Exercise aim ▸
Would you retype exactly the lines below, from the one containing "At what (x,y)" through the end of the entries, both ends included, but not the pictures?
☆ ☆ ☆ ☆
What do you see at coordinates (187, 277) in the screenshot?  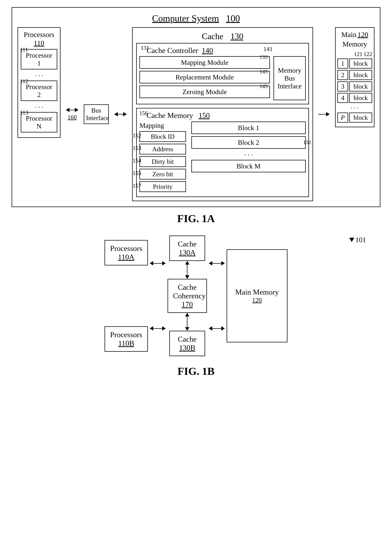 I see `arrowhead-d1-icon` at bounding box center [187, 277].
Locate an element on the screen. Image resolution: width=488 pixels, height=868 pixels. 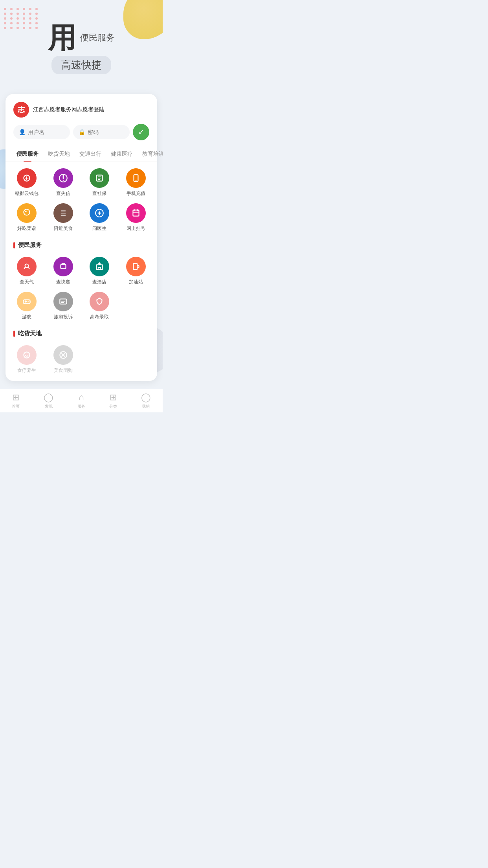
service-item-recharge: 手机充值 is located at coordinates (136, 182).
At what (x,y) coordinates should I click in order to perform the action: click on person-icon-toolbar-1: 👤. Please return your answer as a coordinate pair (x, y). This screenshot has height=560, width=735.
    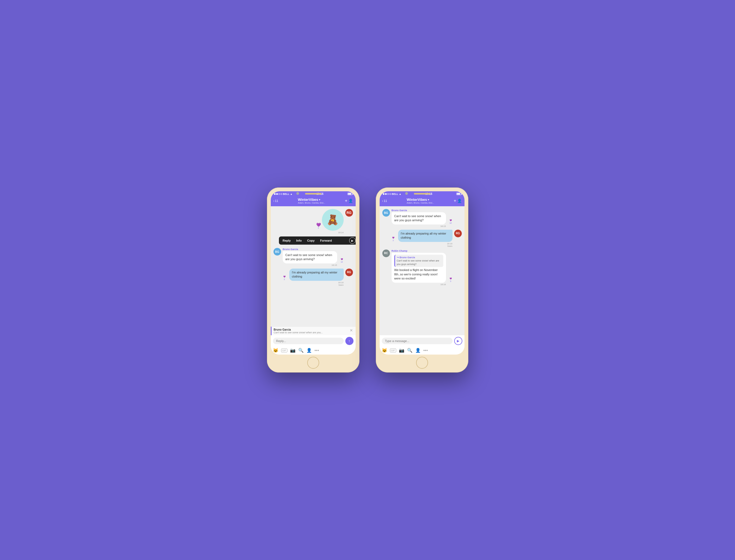
    Looking at the image, I should click on (309, 350).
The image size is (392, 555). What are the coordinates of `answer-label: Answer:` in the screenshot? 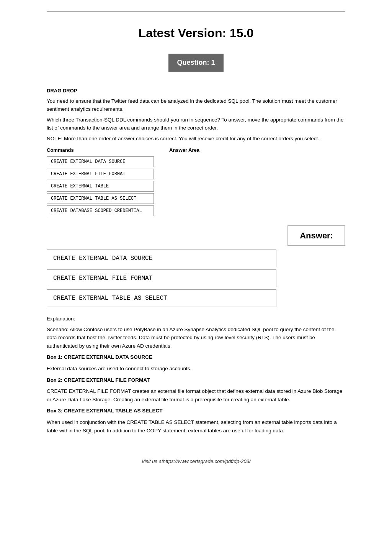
☆ ☆ ☆ ☆
Written answer ▸
At what (x,y) coordinates should I click in order to perform the action: click on person-icon-toolbar-1: 👤. Please return your answer as a coordinate pair (x, y). This screenshot has height=560, width=735.
    Looking at the image, I should click on (309, 350).
The image size is (392, 555). What are the coordinates of `answer-label: Answer:` in the screenshot? 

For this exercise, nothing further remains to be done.